Having owned Magnepan 3.6/R for 20 years and set them up in 3 very different listening rooms, I’ve learned a few things. I want to capture the important things here.
Overview
Definitions:
- Front wall: in front of the listener, behind the speakers.
- Rear wall: behind the listener, in front of the speakers.
- SBIR: speaker boundary interference response
- The total response at the listener position includes sound reflected from the front and side walls near the speaker.
- This response depends on the distance and angle of the speaker to these walls, and the treatment of those walls.
- LBIR: listener boundary interference response
- The total response at the listener position includes sound reflected from the rear and side walls near the listener.
- This response depends on the distance and angle of the listener to these walls, and the treatment of those walls.
- Speed of sound: 1130 f/s at sea level and 70*. Slower when cold, faster when warm.
All speakers are sensitive to room setup, but planars are dipoles which are more sensitive than conventional speakers. This is both a blessing and a curse. The blessing: if something isn’t right you can often fix it with simple rearrangement. The curse: for ideal sound, the speakers are going to be further into the room away from the walls.
SBIR
All speakers (even forward-firing cones) propagate both forward and back. But a dipole’s back wave has inverted amplitude.
Note: inverted amplitude is is often called or 180* out of phase, which is misleading. 180* out of phase means a shift, while inverted means a flip. Music has many frequencies superimposed so one wonders, 180* out of phase at what frequency? It is more precise to call it an amplitude inversion. More on this here.
Example 1: consider a speaker parallel to the front wall, 3′ away, which is 1/4 wavelength of 94 Hz. The back wave hits the front wall, reflects and as it passes the speaker it has traveled 1/2 wavelength, so it is 180* out of phase with the direct (non-reflected) wave from the speaker. This attenuates 94 Hz. But if the speaker is a dipole, it does the opposite (boosts) because the back wave started out with inverted amplitude, so shifting it 180* out of phase brings it back in-phase.
Conclusion: due to SBIR, dipoles boost the 1/4 wavelength frequency.
Example 2: consider what that same speaker does at 188 Hz (twice the frequency, half the wavelength). Now the 3′ distance is 1/2 wavelength, so the distance traveled is a full wavelength. A conventional speaker will boost this frequency because it’s in phase. A dipole will cut this frequency.
Conclusion: due to SBIR, dipoles cut the 1/2 wavelength frequency.
Direct vs. Reflected
Dipoles (electrostatic or planar magnetic) have a flatter impedance vs. frequency curve, without the strong Q resonances that conventional speakers have. This makes them a near-resistive load which is easy for amps to drive and gives them flatter phase response and group delay. I believe this contributes to their big, open, transparent sound relative to conventional speakers which can sound thick and muddy in comparison.
With all speakers, the sound you hear is a mix of direct and reflected. With dipoles this mix has relatively more reflected, less direct. This can make them sound big and phasey in underdamped rooms. With dipoles your room typically needs more damping than it does with conventional speakers.
One way to tackle this is to damp the walls to reduce reflection. How much damping you need and where to put it depends on the room size, shape, materials, and your personal preference. Too much damping and the dipole will sound thick & muddy like a conventional speaker.
Some dipoles (like Magnepans) have a rise in bass response that is supposed to be attenuated by the back wave reflected from the front wall. Because of this, they need to be the right distance from the front wall, and you don’t want to damp that wall too much.
Conclusion: in small to medium sized rooms, you will need to damp the wall behind dipoles to some extent, but not entirely. This damping must be effective down into bass frequencies, so it can’t just be acoustic foam; it must be tube traps, bass traps, etc.
LBIR
This topic doesn’t at first appear to be unique to dipoles, but it turns out to have an important difference. Consider a listener 3′ in front of the rear wall. Sound from the speakers reflects from the rear wall and comes forward, having traveled 6′ when it reaches the listener again. At 94 Hz, this is half a wavelength, so it attenuates that frequency. At 188 Hz this is a full wavelength, so it boosts that frequency.
What’s different about dipoles: the LBIR and SBIR distances, when equal, negate each other’s effects. With conventional speakers, they exaggerate each other. That is: if the speakers are 3′ from the front wall and the listener is 3′ from the back wall, the reflected waves don’t affect frequency response; SBIR cuts the same frequencies that LBIR boost. Conventional speakers give a double-sized cuts and boosts at the same frequencies.
Conclusion: when setting up dipoles in a small to medium sized rooms, try to make the LBIR and SBIR distances roughly equal. Put differently: the distance from the listener to the back wall should be the same as the distance from the speakers to the front wall.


▶ TASK DETAILS: Take from the records below each line that holds "Amigoscode".

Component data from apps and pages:
□ □ □ □ □

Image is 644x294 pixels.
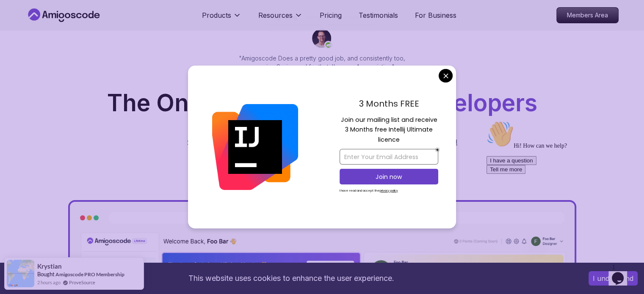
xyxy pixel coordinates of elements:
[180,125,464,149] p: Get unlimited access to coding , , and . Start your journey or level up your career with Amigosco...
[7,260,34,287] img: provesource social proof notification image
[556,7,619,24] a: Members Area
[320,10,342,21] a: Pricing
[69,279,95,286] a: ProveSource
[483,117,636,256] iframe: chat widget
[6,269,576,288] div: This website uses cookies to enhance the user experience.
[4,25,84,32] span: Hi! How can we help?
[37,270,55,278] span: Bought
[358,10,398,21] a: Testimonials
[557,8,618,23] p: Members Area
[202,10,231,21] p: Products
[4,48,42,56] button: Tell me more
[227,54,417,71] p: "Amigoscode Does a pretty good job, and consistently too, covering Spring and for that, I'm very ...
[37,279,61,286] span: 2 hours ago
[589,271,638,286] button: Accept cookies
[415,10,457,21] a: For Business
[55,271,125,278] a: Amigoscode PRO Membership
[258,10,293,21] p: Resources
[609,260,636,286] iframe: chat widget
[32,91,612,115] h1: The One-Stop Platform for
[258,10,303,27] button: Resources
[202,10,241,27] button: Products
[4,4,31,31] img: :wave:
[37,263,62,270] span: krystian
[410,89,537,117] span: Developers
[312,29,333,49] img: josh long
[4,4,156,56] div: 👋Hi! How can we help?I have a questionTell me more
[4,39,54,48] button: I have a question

□ □ □ □ □

▶ COMPLETED TASK:
[227,54,417,71] p: "Amigoscode Does a pretty good job, and consistently too, covering Spring and for that, I'm very ...
[55,271,125,278] a: Amigoscode PRO Membership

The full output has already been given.